BERKELEY, Calif. – Sometimes, second place can be the greatest disappointment. Other times, however, it just means more.
For one magical weekend, Colorado taekwondo neared the very pinnacle of its martial arts.
From April 12-14, CU's taekwondo team competed in the 47th annual National Collegiate Taekwondo Championships. After hosting the event in Boulder last year, the Buffaloes performed historically, taking home second place finishes in both the Color Belt and Overall Team Division.
The NCTA event was its largest to date, with 715 athletes from 70 universities nationwide taking part. In each division, the black and gold fell just five points short of national champion Texas, though trailed the Longhorns by 40 athletes.
An impressive 28 of the 34 Buffs who competed in the Championships collected medals, racking up 35 total honors of gold (7), silver (14), and bronze (14) throughout the three-day event.
"This is 16 years in the making," said head coach David Lee. "Back then, we were a small club that didn’t compete at the national level. Now, we’re one of the biggest teams in the country known for taekwondo worldwide and standing tall on the biggest podium in collegiate taekwondo. It’s surreal, but then I think about all the years of work and all of the people who helped us get here, and I’m overcome with gratitude and humility."
Lee's journey for Colorado taekwondo started in 2008 as an athlete. Now, he oversees one of the premier collegiate martial arts programs in the country, ranked No. 5 heading into the runner-up result at nationals.
Headlining those with accolades was the Sparring Team, winning all seven of CU's gold medals along with nine silvers and 11 bronzes. Ian Lopez, 2023's NCTA Male Sparring Athlete of the Year, successfully defended his national title of the finweight class in his senior season. Additionally, both the Yellow Belt Female Middle/Heavyweight and Green Belt Female Light/Welterweight divisions were clean sweeps on the podium.
"Our energy was especially electric," noted third-year coach Ivan Pagan Maldonado. "It really shows the kind of culture the Buffs have and we’re excited to keep building."
Another benchmark was reached by Colorado's Poomsae Team in just its second year competing at the NCTA Championships.
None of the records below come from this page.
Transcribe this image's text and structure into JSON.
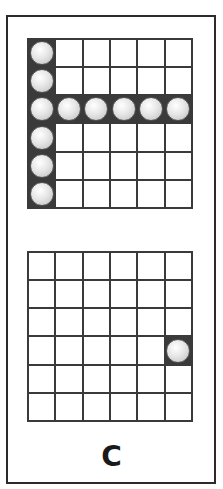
{
  "figure": {
    "label": "C",
    "grid_size": {
      "rows": 6,
      "cols": 6
    },
    "colors": {
      "border": "#2b2b2b",
      "grid_line": "#3a3a3a",
      "ball": "#e6e6e6",
      "background": "#ffffff"
    },
    "top_grid": {
      "balls": [
        [
          0,
          0
        ],
        [
          1,
          0
        ],
        [
          2,
          0
        ],
        [
          2,
          1
        ],
        [
          2,
          2
        ],
        [
          2,
          3
        ],
        [
          2,
          4
        ],
        [
          2,
          5
        ],
        [
          3,
          0
        ],
        [
          4,
          0
        ],
        [
          5,
          0
        ]
      ]
    },
    "bottom_grid": {
      "balls": [
        [
          3,
          5
        ]
      ]
    }
  }
}
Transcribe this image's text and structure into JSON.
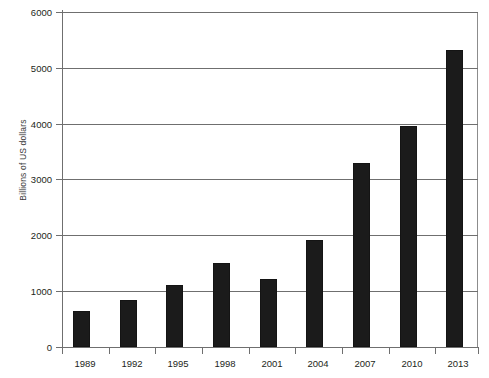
{
  "chart_data": {
    "type": "bar",
    "title": "",
    "subtitle": "",
    "xlabel": "",
    "ylabel": "Billions of US dollars",
    "categories": [
      "1989",
      "1992",
      "1995",
      "1998",
      "2001",
      "2004",
      "2007",
      "2010",
      "2013"
    ],
    "values": [
      650,
      840,
      1110,
      1500,
      1220,
      1920,
      3300,
      3950,
      5320
    ],
    "ylim": [
      0,
      6000
    ],
    "ytick_labels": [
      "0",
      "1000",
      "2000",
      "3000",
      "4000",
      "5000",
      "6000"
    ],
    "ytick_values": [
      0,
      1000,
      2000,
      3000,
      4000,
      5000,
      6000
    ],
    "grid": true,
    "legend": "none",
    "bar_color": "#1b1b1b",
    "axis_color": "#6f6f6f",
    "text_color": "#231f20"
  }
}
Freshman Jasper Shen nabbed silver for his excellence in this individual form of choreographed movement, earning the program its first-ever medal in the event.
The Buffaloes' incredible showing was rounded out by four silvers in USA University's Team Trials, two bronzes from the High School Team, and a third-place finish by the Demonstration Team. The Black Belt Sparring event ended in the favor of CU as well, with Lopez, junior Aly Ayers, and athlete/coach Kaliyah Saunders Boden earning gold, silver, and bronze respectively.
With a spectacular weekend of competition now behind them and the future as bright as ever for the Buffs, excitement is naturally abundant, but the squad is not satisfied. Colorado taekwondo appears hell-bent on turning more heads, racking up more hardware, and writing plenty more down in the history books.
"Everyone on this team is clamoring to run it back," mentioned coach Lee. "It seems we have unfinished business for next year."